Automated tools and standardized methodologies have made functional verification easier, but verification is still arguably the biggest bottleneck in getting chips out the door. The good news, according to panelists at the recent Design Automation Conference (DAC 2013), is that organizational and management changes can ease the verification crisis.
The not-so-good news is that architects, design engineers, and verification engineers will have to step out of the comfort of their "silos" and work much more collaboratively than they have in the past. And companies must foster a culture in which verification engineers are valued.

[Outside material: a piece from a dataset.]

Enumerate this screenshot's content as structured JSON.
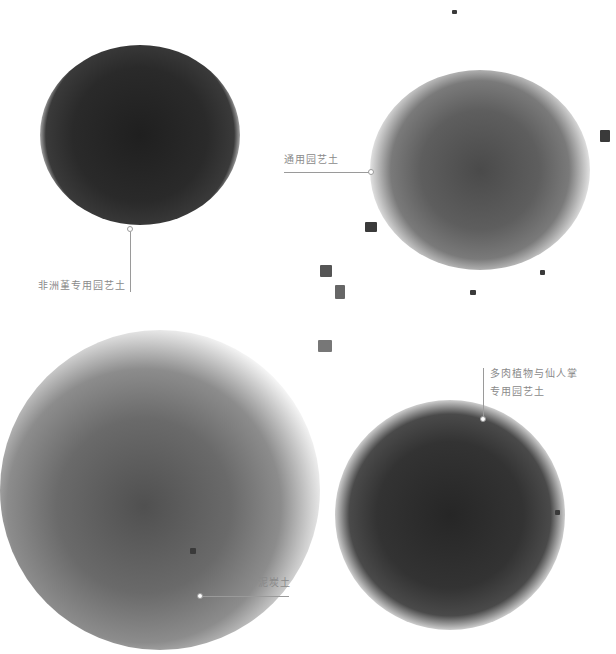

The panel, held at the DAC Pavilion June 4, was titled "Organizational and Management Solutions to the Verification Crisis." It was moderated by Mike Stellfox, Cadence fellow. Panelists were as follows, shown left to right after Stellfox (far left) in the photo below:
- Scott Runner, vice president of advanced methodologies and low power design, Qualcomm (San Diego)
- Neeta Ganguly, validation manager, Intel (Austin)
- Alan Hunter, verification architect, ARM (Austin) and chair of the Accellera Unified Coverage Interoperability Standard (UCIS) committee
Here are some of the key takeaways from the panel.
1. It's hard to find qualified verification engineers
Stellfox: One of the biggest issues I'm seeing is the lack of verification engineers and expertise in the industry now.
Runner: Certainly verification resources are a critical constraint, and I think all of us are looking at a variety of solutions to address that. One approach is for people who already have the requisite skills to come into a company. Another is to train people to develop verification skills.
Hunter: Here in Austin, it can be difficult getting well qualified people. We are starting to see some graduate courses now, but it is still a challenge.
Ganguly: I notice there's not enough verification talent for the amount of work that needs to get done. In Austin it is very tough to find people with the right kinds of skills.
Runner: I'm from San Diego. I'll add San Diego to that list. And folks in the [San Francisco] Bay Area would say it's hard to find DV [design verification] folks. It's a collective problem overall.
2. Verification must include power and performance
Runner: Not only does lack of verification impact quality, it impacts power. If a power feature is insufficiently verified and doesn't work, it affects the power budget and impacts performance. Performance validation is another critical issue.
Ganguly: Just knowing one particular area isn't good enough. The verification engineer really needs to know, from front to back, where the power is going, and what gates get turned off to enable power management functions.
3. Companies must foster a good verification "culture"
Stellfox: I've seen companies that have a good verification culture, and I've seen companies that don't even have a career track for verification engineers.
Runner: One of the challenges is that verification engineers don't feel appreciated, or don't feel they're on par with design. You need to hold verification on par with design and say both are responsible for verification milestones. For example, if the verification guy finds a bug and the designer has to debug it, whose test plan will be used? It's a joint test planning activity.
Hunter: We try to foster a community around verification. We have a verification conference once a year and we've invited designers as well.
Ganguly: The end result is a joint effort between architecture, design, and verification teams. All of them have to be responsible for the design. I think that at Intel, verification people are treated on par with RTL designers.
4. Designers should be more involved with verification...within limits
Hunter: We try to get designers to think about interface constraints from day one, rather than trying to do it piecemeal after the fact, which just never works to be honest. We have a good buy-in from the designers.
Runner: In the past we've tried to force the issue that designers should also be DV engineers, in addition to micro-architectural design, RTL coding, timing analysis, synthesis, and documentation. It's not very feasible. But clearly, having designers participate in test planning is very critical. Design for verification is another key area. The problem is to figure out the right roles and responsibilities for the team rather than force designers to do verification.
5. Verification engineers can help the design effort
Ganguly: We were trying to define an architectural protocol, and we had architects, designers, and verification people all in the same room going through that protocol. The verification engineers actually had a lot of perspective and they could point out holes as the architecture was being defined. This cleaned up a lot of problems before they got coded in.
6. Specialized verification engineers need to step out of their silos
Stellfox: Verification is not just simulation. You've got virtual platform teams, software integration teams, emulation teams, simulation teams, post-silicon environments -these groups tend to be working in silos in the company, because they're specialists.
Ganguly: This verification continuum is, I think, the biggest challenge out there. Because of the complexity of our designs we can't do it all in pre-silicon, or emulation, or virtual platforms - we have to have all these working together in order to verify.
Runner: When you have completely independent organizations that don't interact, things become more skewed. If you have disciplined interactions like joint reviews, I think you start to coalesce.
7. Don't try to change too much at once
Runner: When you come in and try to throw a new methodology over the wall to people who have been there 10 or 15 years, it's tough. It's better to align yourself with people who get it and maybe try an initial project. Don't try to do too much.
Ganguly: You might want to start with a joint team including architecture, design and verification. Once they have proven that it works, you can get more buy-in from the rest of the company.
Conclusion
All in all, this was a very thought-provoking panel that delved into a topic we don't hear much about - how company culture, organization, and management can ease the verification crisis. This discussion was long overdue.